A Star Pathfinding Visualizer

Paste a wall grid, choose a heuristic, then step through the A* open set, closed set, and reconstructed shortest path.

Cells
40
Open
1
Step
1/48
Cost
0

Grid input

Use S=start, G=goal, #=wall, and .=open. The parser keeps the first 12 rows and 14 columns.

Step controls

Start at (0, 0). g=0, h=9, f=9.

A* search grid

Blue is open, gray is closed, amber is current, and green is the best path.

Open Closed Path
S
#
#
#
#
#
#
#
#
#
#
#
G
#

Open set

Cellghf
(0, 0)099

Path output

heuristic = Manhattan
closed = 0
cost = 0
path = 1 cells

(0, 0)

What is an A Star Pathfinding Visualizer?

An A Star pathfinding visualizer shows how A* searches a grid by combining the known travel cost from the start with a heuristic estimate to the goal. It is useful for learning pathfinding, game AI, robotics maps, route planning, and shortest-path interview problems.

This tool lets you paste a grid, choose a heuristic, allow or disable diagonal movement, then step through the open set, closed set, and current best path.

For the full graph and data structure set, browse the Data Structure Visualizers hub.

How to use this A Star visualizer

  • Use S for the start cell and G for the goal cell.
  • Use # for walls and . for open cells.
  • Choose Manhattan, Euclidean, Chebyshev, or zero heuristic.
  • Click Run A* to jump to the final path, or step through the search manually.
  • Watch open cells, closed cells, and the reconstructed path update after each relaxation.

A Star vs Dijkstra

Abecomes Dijkstra’s algorithm when the heuristic is zero. With a useful heuristic, A usually expands fewer cells because it prioritizes nodes that look closer to the target.

Compare this page with the Dijkstra Algorithm Visualizer to see how a grid heuristic changes shortest-path search. For unweighted traversal without a target heuristic, use the Graph BFS DFS Visualizer or Matrix Traversal Visualizer.

Frequently Asked Questions

What input format does this A Star visualizer use?
Paste a grid with one row per line. Use S for start, G for goal, # for walls, and . for open cells.
What heuristic should I choose for A*?
Manhattan distance is a good default for four-direction grid movement. Chebyshev or Euclidean can make sense when diagonal movement is allowed.
Does A* always find the shortest path?
Yes, when the heuristic never overestimates the remaining cost. Manhattan distance is admissible for four-direction movement on a uniform grid.
How is A* different from Dijkstra?
A* ranks candidates by g + h, where g is known cost from the start and h is an estimate to the goal. Dijkstra only uses g.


▶ [Exercise requirements]
Which lines of the records below contain the word "link"? Copy each of them out.

▶ [Given information]
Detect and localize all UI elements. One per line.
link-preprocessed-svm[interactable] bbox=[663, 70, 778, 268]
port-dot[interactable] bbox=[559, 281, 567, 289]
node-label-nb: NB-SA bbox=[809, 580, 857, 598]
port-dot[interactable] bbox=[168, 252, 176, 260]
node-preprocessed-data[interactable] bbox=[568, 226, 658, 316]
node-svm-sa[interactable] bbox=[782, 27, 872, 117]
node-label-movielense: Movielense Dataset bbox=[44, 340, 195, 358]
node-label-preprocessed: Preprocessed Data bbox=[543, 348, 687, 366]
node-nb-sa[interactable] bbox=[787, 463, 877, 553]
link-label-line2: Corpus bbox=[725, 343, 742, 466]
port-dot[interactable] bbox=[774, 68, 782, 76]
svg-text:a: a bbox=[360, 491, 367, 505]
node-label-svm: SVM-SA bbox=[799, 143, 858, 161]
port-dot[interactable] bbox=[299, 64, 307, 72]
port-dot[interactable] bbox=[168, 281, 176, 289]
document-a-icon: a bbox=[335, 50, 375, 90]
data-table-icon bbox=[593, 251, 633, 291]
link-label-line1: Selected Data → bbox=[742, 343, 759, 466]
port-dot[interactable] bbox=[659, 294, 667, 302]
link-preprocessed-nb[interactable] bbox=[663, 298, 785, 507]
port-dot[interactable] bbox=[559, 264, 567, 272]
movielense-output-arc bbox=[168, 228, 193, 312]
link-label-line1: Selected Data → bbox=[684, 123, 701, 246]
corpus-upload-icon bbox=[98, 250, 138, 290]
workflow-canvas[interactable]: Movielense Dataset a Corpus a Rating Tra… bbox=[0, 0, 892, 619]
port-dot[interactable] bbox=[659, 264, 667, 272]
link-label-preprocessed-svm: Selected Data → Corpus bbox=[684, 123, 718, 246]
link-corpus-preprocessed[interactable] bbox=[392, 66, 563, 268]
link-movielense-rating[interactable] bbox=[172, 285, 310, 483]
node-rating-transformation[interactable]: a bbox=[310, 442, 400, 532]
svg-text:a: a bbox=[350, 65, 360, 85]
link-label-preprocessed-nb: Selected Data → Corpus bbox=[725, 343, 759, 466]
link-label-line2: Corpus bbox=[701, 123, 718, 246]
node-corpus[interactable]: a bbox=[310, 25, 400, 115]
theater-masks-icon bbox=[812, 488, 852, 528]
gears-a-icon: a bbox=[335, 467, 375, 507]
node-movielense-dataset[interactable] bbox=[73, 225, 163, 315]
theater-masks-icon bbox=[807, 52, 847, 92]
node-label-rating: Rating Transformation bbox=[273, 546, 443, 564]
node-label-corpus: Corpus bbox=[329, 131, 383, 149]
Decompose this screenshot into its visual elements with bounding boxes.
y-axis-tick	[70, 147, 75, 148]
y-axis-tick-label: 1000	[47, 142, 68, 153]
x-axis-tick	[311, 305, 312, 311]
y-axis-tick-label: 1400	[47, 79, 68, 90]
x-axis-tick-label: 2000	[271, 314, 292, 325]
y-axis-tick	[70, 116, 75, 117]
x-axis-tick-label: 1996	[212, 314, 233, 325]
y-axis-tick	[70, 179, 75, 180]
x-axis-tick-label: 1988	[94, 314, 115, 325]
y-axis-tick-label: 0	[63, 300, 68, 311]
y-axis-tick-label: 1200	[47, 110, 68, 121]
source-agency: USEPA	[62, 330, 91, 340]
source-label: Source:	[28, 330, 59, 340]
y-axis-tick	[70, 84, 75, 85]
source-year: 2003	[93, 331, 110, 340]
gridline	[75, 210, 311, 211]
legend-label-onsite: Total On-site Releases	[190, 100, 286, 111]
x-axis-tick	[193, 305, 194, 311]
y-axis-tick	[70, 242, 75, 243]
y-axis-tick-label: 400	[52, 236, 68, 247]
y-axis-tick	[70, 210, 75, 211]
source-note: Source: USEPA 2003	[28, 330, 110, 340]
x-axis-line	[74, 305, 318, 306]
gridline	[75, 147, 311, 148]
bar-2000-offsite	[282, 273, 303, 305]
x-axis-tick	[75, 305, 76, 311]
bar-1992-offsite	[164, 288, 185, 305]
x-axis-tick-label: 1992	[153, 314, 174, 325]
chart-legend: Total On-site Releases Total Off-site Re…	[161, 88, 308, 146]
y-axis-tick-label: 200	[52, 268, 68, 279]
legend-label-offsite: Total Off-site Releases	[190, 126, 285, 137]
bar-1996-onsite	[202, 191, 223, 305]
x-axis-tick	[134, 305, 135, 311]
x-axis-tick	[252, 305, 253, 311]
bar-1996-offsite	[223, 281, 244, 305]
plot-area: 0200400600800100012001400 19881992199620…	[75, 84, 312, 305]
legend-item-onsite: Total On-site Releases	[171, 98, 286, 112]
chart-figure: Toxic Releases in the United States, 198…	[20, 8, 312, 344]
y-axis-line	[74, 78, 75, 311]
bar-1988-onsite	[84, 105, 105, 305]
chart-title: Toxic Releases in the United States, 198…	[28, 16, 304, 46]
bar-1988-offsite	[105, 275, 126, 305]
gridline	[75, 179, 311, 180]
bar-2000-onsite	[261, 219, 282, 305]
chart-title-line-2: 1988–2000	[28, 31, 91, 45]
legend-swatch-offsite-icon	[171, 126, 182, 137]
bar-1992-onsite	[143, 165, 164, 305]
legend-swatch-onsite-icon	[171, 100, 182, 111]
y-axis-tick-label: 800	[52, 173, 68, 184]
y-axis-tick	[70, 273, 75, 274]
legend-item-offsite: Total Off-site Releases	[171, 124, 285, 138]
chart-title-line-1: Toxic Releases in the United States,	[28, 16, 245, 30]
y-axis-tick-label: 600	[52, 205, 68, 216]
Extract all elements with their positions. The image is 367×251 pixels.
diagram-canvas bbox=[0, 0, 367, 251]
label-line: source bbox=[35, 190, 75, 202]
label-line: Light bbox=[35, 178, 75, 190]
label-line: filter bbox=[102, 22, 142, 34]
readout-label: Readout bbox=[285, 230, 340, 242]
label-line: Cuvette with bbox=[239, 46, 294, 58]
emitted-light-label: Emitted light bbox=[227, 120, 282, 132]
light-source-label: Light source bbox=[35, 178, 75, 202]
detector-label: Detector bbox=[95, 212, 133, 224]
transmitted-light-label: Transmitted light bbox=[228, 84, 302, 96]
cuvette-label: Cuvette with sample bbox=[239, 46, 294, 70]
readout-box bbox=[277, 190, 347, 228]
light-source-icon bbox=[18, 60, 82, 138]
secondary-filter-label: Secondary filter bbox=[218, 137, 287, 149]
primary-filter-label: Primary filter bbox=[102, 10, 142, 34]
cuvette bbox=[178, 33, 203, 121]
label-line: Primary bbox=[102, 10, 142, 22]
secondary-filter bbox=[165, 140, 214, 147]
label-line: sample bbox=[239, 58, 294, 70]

▶ [Written response]
link-preprocessed-svm[interactable] bbox=[663, 70, 778, 268]
link-label-line2: Corpus bbox=[725, 343, 742, 466]
link-label-line1: Selected Data → bbox=[742, 343, 759, 466]
link-preprocessed-nb[interactable] bbox=[663, 298, 785, 507]
link-label-line1: Selected Data → bbox=[684, 123, 701, 246]
link-label-preprocessed-svm: Selected Data → Corpus bbox=[684, 123, 718, 246]
link-corpus-preprocessed[interactable] bbox=[392, 66, 563, 268]
link-movielense-rating[interactable] bbox=[172, 285, 310, 483]
link-label-preprocessed-nb: Selected Data → Corpus bbox=[725, 343, 759, 466]
link-label-line2: Corpus bbox=[701, 123, 718, 246]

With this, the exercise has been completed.